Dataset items
------------------------------

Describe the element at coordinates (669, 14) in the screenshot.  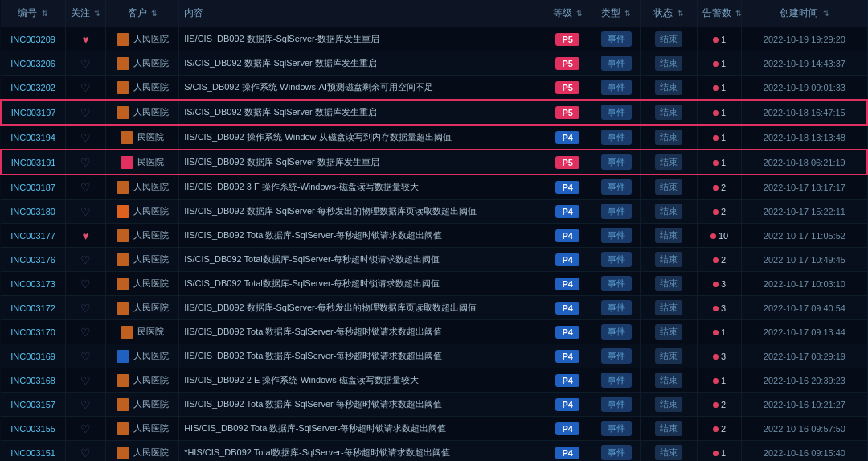
I see `col-header-status: 状态 ⇅` at that location.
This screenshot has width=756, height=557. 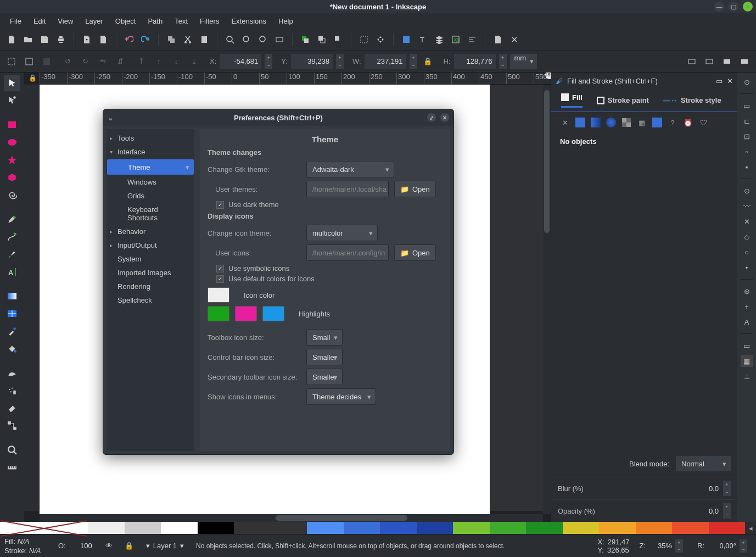 What do you see at coordinates (263, 40) in the screenshot?
I see `zoom-page-icon` at bounding box center [263, 40].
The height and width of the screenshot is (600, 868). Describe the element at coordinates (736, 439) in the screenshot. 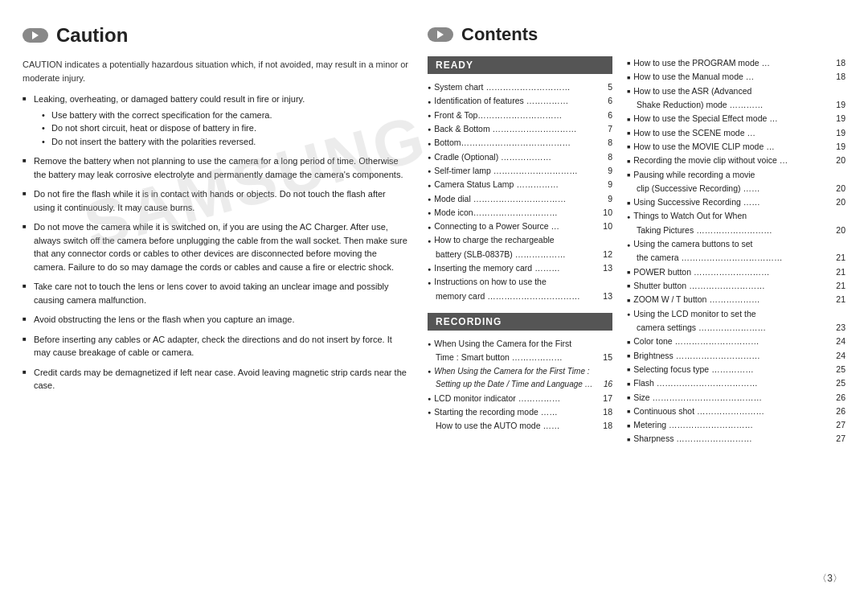

I see `list-item: Sharpness ………………………27` at that location.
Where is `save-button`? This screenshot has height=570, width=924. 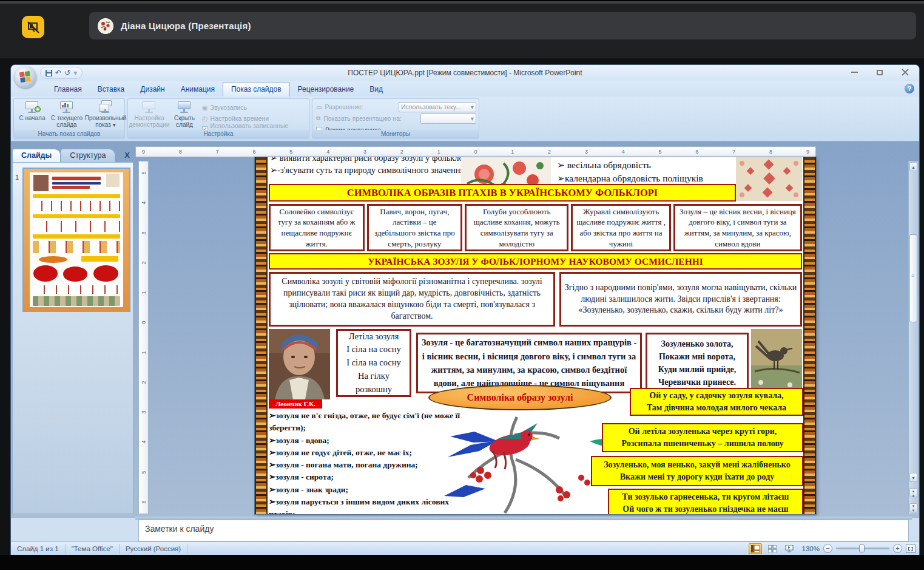 save-button is located at coordinates (49, 73).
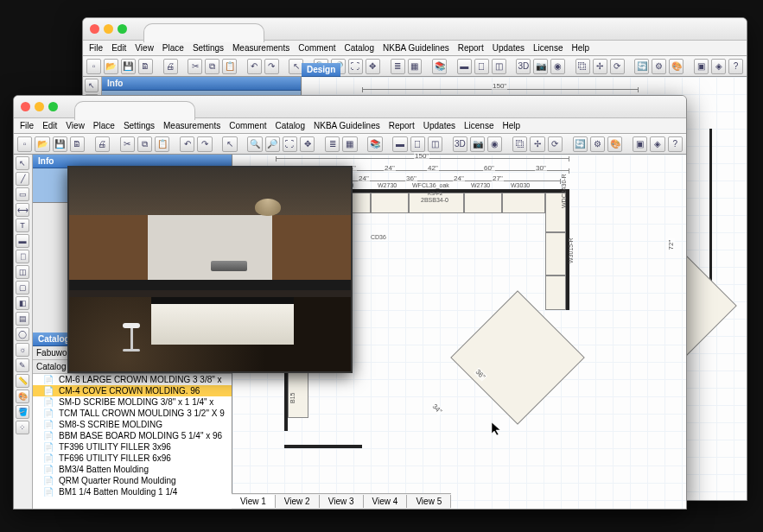  What do you see at coordinates (416, 48) in the screenshot?
I see `menu-nkba-guidelines: NKBA Guidelines` at bounding box center [416, 48].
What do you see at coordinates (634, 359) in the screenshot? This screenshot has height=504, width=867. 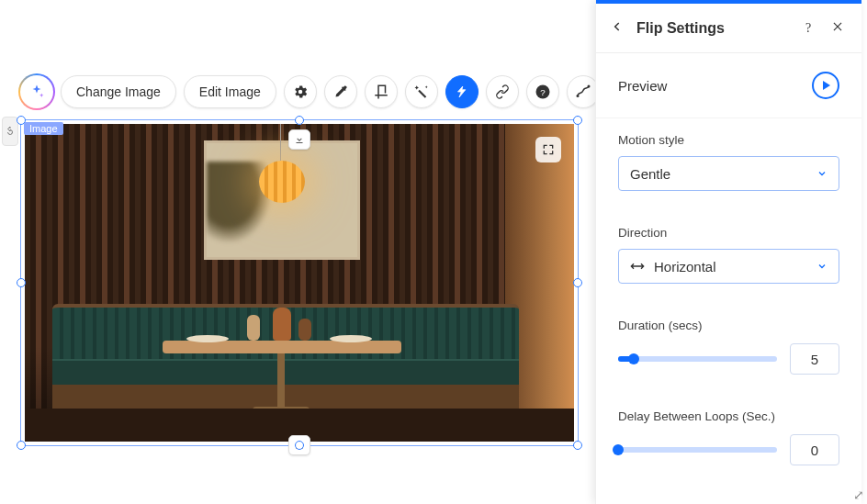 I see `duration-slider-thumb` at bounding box center [634, 359].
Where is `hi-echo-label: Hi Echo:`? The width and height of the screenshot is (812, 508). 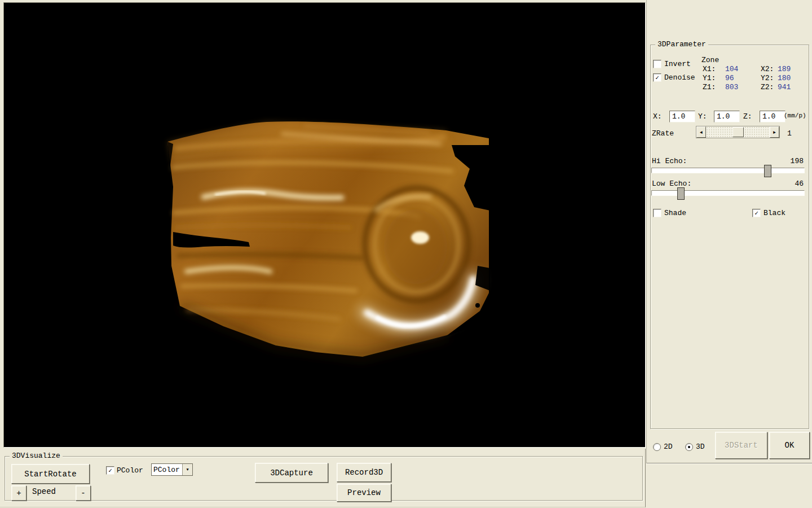
hi-echo-label: Hi Echo: is located at coordinates (669, 161).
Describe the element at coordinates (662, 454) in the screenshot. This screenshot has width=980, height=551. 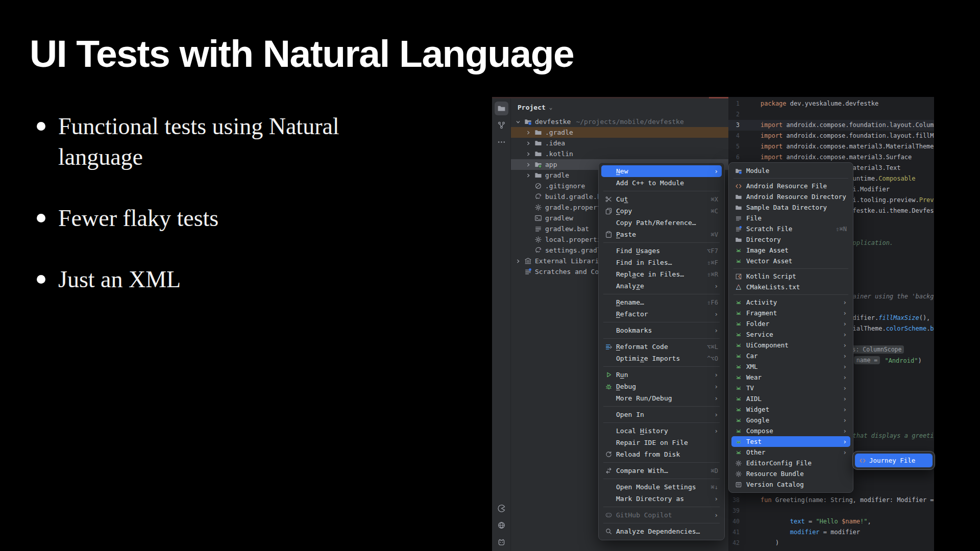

------------------------------

*TASK INSTRUCTIONS*. Each line from the one containing "is (812, 508)." through the end of the records above is to be retyped exactly, with the pictures omitted and nothing added.

*TASK RESPONSE*.
Where is `hi-echo-label: Hi Echo:`? The width and height of the screenshot is (812, 508). 
hi-echo-label: Hi Echo: is located at coordinates (669, 161).
Describe the element at coordinates (662, 454) in the screenshot. This screenshot has width=980, height=551. 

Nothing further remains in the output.